PBS Dismisses Woke-Police Atrocity in UK by Focusing on 'Far Right' Protests

June 7th, 2026 2:46 PM

Double standards for death at the hands of public first responders? On Thursday’s PBS News Hour, co-anchor Amna Nawaz reported a reversal of a 2019 racially charged homicide conviction that she claimed "foreshadowed" the 2020 death of George Floyd via the victim's final words, "I can't breathe."

"A court in Colorado reversed the homicide convictions today for two paramedics who'd been sentenced in the overdose death of Elijah McClain," anchor Amna Nawaz led into the story. "The 23-year-old black man had been forcibly restrained by police as he walked home from a convenience store in 2019. The paramedics injected him with ketamine and were found guilty of criminally negligent homicide after a trial in 2023. Today's ruling sends their cases back to a lower court. McClain's final words, "I can't breathe," foreshadowed those of George Floyd a year later and helped fuel public anger over police tactics across the nation."

Those paramedics were actually with Aurora Fire Rescue paramedics, though police were on the scene of the death, which social media inflamed into a pre-George Floyd “say his name” virtue-signaling opportunity.

Compare that to what Nawaz had to say about a new racially charged “I can’t breathe” incident from the United Kingdom, one conservatives see as proof of their belief that the United Kingdom is engaged in two-tier policing, with one standard for English citizens, who cops have been woke-trained to assume are racist, and a lenient standard for minorities and migrants.

Background: Last December, 18-year-old college student Henry Nowak was stabbed five times in Southampton street by Vickrum Digwa, a British-born son of Sikh Indian nationals. But when the police arrived they handcuffed the stabbing victim Nowak instead, after Digwa (who knew how the race-game was played) falsely claimed Nowak had “racially abused” him. A handcuffed Nowak pled that he had been stabbed and couldn’t breathe. One compassionate police officer is heard to reply via bodycam, “I don’t think you have, mate.” Nowak died minutes later. Digwa was recently found guilty.

Wednesday evening marked the News Hour’s first mention of the Nowak case, yet Nawaz’s insufficiently brief mention led with protests that came in the aftermath of the verdict and subsequent release of the bodycam footage -- not the woke police atrocity that sparked the protests.

 

 

Nawaz’s hostile 42-second coverage in full:

In the U.K. today, Prime Minister Keir Starmer condemned violent protests that erupted over the death of an 18-year-old who was handcuffed by police. At least 11 officers were injured during clashes last night in the city of Southampton, where Henry Nowak was killed in December. The release of bodycam footage from the incident has fired up Britain`s far right, who claim Nowak`s death is proof that police are biased against white people. Nowak`s killer, Vickrum Digwa, who is Sikh, had falsely claimed that he was the victim of a racist attack by Nowak. Digwa was sentenced to life in prison.

While Nawaz eagerly quoted McClain’s “I can’t breathe” words in a left-wing anti-police context as a proto-George Floyd moment, she ignored Nowak’s identical “I can’t breathe” plea at the hands of another callous police force, dismissing the atrocious miscarriage of justice as fuel for the violent “far right.” The only hint of the “breathe” parallel was a still frame of a protest sign featuring the quote. The News Hour aired none of the damning bodycam footage.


> [What is needed]
The records below are to be restated word for word, with every picture left out.
====== Data section
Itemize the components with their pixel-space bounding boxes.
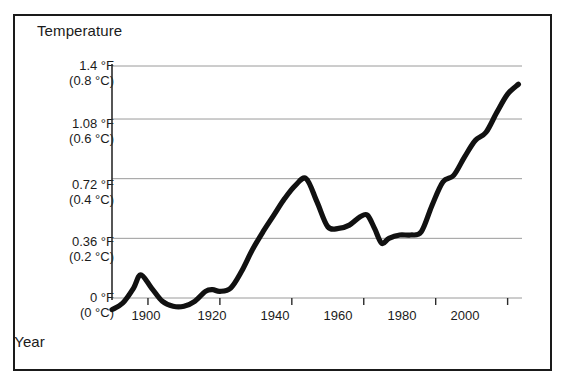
- y-axis-title: Temperature: [37, 22, 122, 39]
- y-tick-label-1.4F: 1.4 °F (0.8 °C): [22, 58, 114, 88]
- x-tick-label-1940: 1940: [245, 308, 305, 323]
- x-tick-label-2000: 2000: [435, 308, 495, 323]
- y-tick-fahrenheit: 1.4 °F: [22, 58, 114, 73]
- x-axis-title-wrapper: Year: [0, 333, 567, 350]
- y-tick-label-1.08F: 1.08 °F (0.6 °C): [22, 116, 114, 146]
- x-tick-label-1900: 1900: [116, 308, 176, 323]
- y-tick-celsius: (0.6 °C): [22, 131, 114, 146]
- y-tick-celsius: (0.2 °C): [22, 249, 114, 264]
- temperature-chart-figure: Temperature 1.4 °F (0.8 °C) 1.08 °F (0.6…: [0, 0, 567, 384]
- y-tick-celsius: (0.8 °C): [22, 73, 114, 88]
- x-tick-label-1920: 1920: [182, 308, 242, 323]
- x-tick-label-1980: 1980: [372, 308, 432, 323]
- y-tick-label-0.36F: 0.36 °F (0.2 °C): [22, 234, 114, 264]
- y-tick-fahrenheit: 0 °F: [22, 290, 114, 305]
- x-tick-label-1960: 1960: [308, 308, 368, 323]
- y-tick-label-0.72F: 0.72 °F (0.4 °C): [22, 177, 114, 207]
- y-tick-label-0F: 0 °F (0 °C): [22, 290, 114, 320]
- y-tick-celsius: (0 °C): [22, 305, 114, 320]
- y-tick-fahrenheit: 0.72 °F: [22, 177, 114, 192]
- y-tick-fahrenheit: 1.08 °F: [22, 116, 114, 131]
- y-tick-fahrenheit: 0.36 °F: [22, 234, 114, 249]
- y-tick-celsius: (0.4 °C): [22, 192, 114, 207]
- x-axis-title: Year: [14, 333, 44, 350]
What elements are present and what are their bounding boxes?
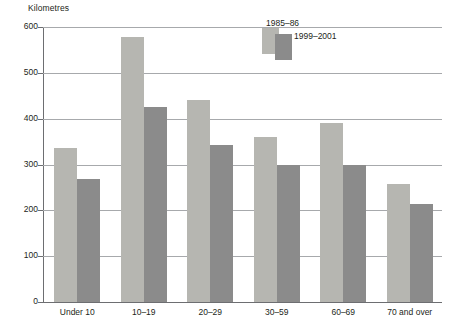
gridline — [43, 119, 442, 120]
y-axis-tick-label: 100 — [24, 250, 38, 260]
bar-chart: Kilometres 0100200300400500600 Under 101… — [0, 0, 458, 332]
y-axis-tick-labels: 0100200300400500600 — [0, 27, 38, 302]
x-axis-tick-label: 10–19 — [132, 307, 156, 317]
bar — [320, 123, 343, 302]
bar — [387, 184, 410, 302]
y-axis-tick-label: 0 — [33, 296, 38, 306]
bar — [254, 137, 277, 302]
bar — [277, 165, 300, 302]
bar — [210, 145, 233, 302]
bar — [54, 148, 77, 302]
x-axis-tick-label: Under 10 — [60, 307, 95, 317]
y-axis-tick-label: 300 — [24, 159, 38, 169]
gridline — [43, 256, 442, 257]
legend-label-1999-2001: 1999–2001 — [294, 31, 337, 41]
x-axis-tick-label: 20–29 — [198, 307, 222, 317]
x-axis-tick-label: 30–59 — [265, 307, 289, 317]
gridline — [43, 165, 442, 166]
bar — [121, 37, 144, 302]
x-axis-tick-label: 60–69 — [331, 307, 355, 317]
y-axis-title: Kilometres — [28, 3, 69, 13]
legend-swatch-1999-2001 — [275, 34, 292, 60]
bar — [187, 100, 210, 302]
legend-label-1985-86: 1985–86 — [266, 18, 299, 28]
gridline — [43, 210, 442, 211]
x-axis-tick-label: 70 and over — [387, 307, 432, 317]
bar — [77, 179, 100, 302]
y-axis-tick-label: 500 — [24, 67, 38, 77]
y-axis-tick-label: 600 — [24, 21, 38, 31]
y-axis-tick-label: 400 — [24, 113, 38, 123]
chart-legend: 1985–86 1999–2001 — [262, 18, 392, 60]
bar — [410, 204, 433, 302]
plot-area — [43, 27, 442, 302]
x-axis-tick-labels: Under 1010–1920–2930–5960–6970 and over — [43, 307, 442, 327]
bar — [343, 165, 366, 302]
bar — [144, 107, 167, 302]
x-axis-baseline — [43, 302, 442, 303]
gridline — [43, 73, 442, 74]
y-axis-tick-label: 200 — [24, 204, 38, 214]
============
> [Written answer]
Itemize the components with their pixel-space bounding boxes.
- y-axis-title: Temperature: [37, 22, 122, 39]
- y-tick-label-1.4F: 1.4 °F (0.8 °C): [22, 58, 114, 88]
- x-tick-label-1940: 1940: [245, 308, 305, 323]
- x-tick-label-2000: 2000: [435, 308, 495, 323]
- y-tick-fahrenheit: 1.4 °F: [22, 58, 114, 73]
- x-axis-title-wrapper: Year: [0, 333, 567, 350]
- y-tick-label-1.08F: 1.08 °F (0.6 °C): [22, 116, 114, 146]
- x-tick-label-1900: 1900: [116, 308, 176, 323]
- y-tick-celsius: (0.6 °C): [22, 131, 114, 146]
- y-tick-celsius: (0.2 °C): [22, 249, 114, 264]
- temperature-chart-figure: Temperature 1.4 °F (0.8 °C) 1.08 °F (0.6…: [0, 0, 567, 384]
- y-tick-celsius: (0.8 °C): [22, 73, 114, 88]
- x-tick-label-1920: 1920: [182, 308, 242, 323]
- x-tick-label-1980: 1980: [372, 308, 432, 323]
- y-tick-label-0.36F: 0.36 °F (0.2 °C): [22, 234, 114, 264]
- y-tick-fahrenheit: 0 °F: [22, 290, 114, 305]
- x-tick-label-1960: 1960: [308, 308, 368, 323]
- y-tick-label-0.72F: 0.72 °F (0.4 °C): [22, 177, 114, 207]
- y-tick-label-0F: 0 °F (0 °C): [22, 290, 114, 320]
- y-tick-celsius: (0 °C): [22, 305, 114, 320]
- y-tick-fahrenheit: 0.72 °F: [22, 177, 114, 192]
- y-tick-fahrenheit: 1.08 °F: [22, 116, 114, 131]
- y-tick-fahrenheit: 0.36 °F: [22, 234, 114, 249]
- y-tick-celsius: (0.4 °C): [22, 192, 114, 207]
- x-axis-title: Year: [14, 333, 44, 350]
What elements are present and what are their bounding boxes?
gridline — [43, 119, 442, 120]
y-axis-tick-label: 100 — [24, 250, 38, 260]
bar-chart: Kilometres 0100200300400500600 Under 101… — [0, 0, 458, 332]
y-axis-tick-labels: 0100200300400500600 — [0, 27, 38, 302]
x-axis-tick-label: 10–19 — [132, 307, 156, 317]
bar — [320, 123, 343, 302]
bar — [387, 184, 410, 302]
y-axis-tick-label: 0 — [33, 296, 38, 306]
bar — [254, 137, 277, 302]
bar — [277, 165, 300, 302]
bar — [210, 145, 233, 302]
bar — [54, 148, 77, 302]
x-axis-tick-label: Under 10 — [60, 307, 95, 317]
y-axis-tick-label: 300 — [24, 159, 38, 169]
gridline — [43, 256, 442, 257]
legend-label-1999-2001: 1999–2001 — [294, 31, 337, 41]
x-axis-tick-label: 20–29 — [198, 307, 222, 317]
x-axis-tick-label: 30–59 — [265, 307, 289, 317]
gridline — [43, 165, 442, 166]
bar — [121, 37, 144, 302]
x-axis-tick-label: 60–69 — [331, 307, 355, 317]
y-axis-title: Kilometres — [28, 3, 69, 13]
legend-swatch-1999-2001 — [275, 34, 292, 60]
bar — [187, 100, 210, 302]
legend-label-1985-86: 1985–86 — [266, 18, 299, 28]
gridline — [43, 210, 442, 211]
x-axis-tick-label: 70 and over — [387, 307, 432, 317]
bar — [77, 179, 100, 302]
y-axis-tick-label: 500 — [24, 67, 38, 77]
y-axis-tick-label: 600 — [24, 21, 38, 31]
y-axis-tick-label: 400 — [24, 113, 38, 123]
chart-legend: 1985–86 1999–2001 — [262, 18, 392, 60]
bar — [410, 204, 433, 302]
plot-area — [43, 27, 442, 302]
x-axis-tick-labels: Under 1010–1920–2930–5960–6970 and over — [43, 307, 442, 327]
bar — [343, 165, 366, 302]
bar — [144, 107, 167, 302]
x-axis-baseline — [43, 302, 442, 303]
gridline — [43, 73, 442, 74]
y-axis-tick-label: 200 — [24, 204, 38, 214]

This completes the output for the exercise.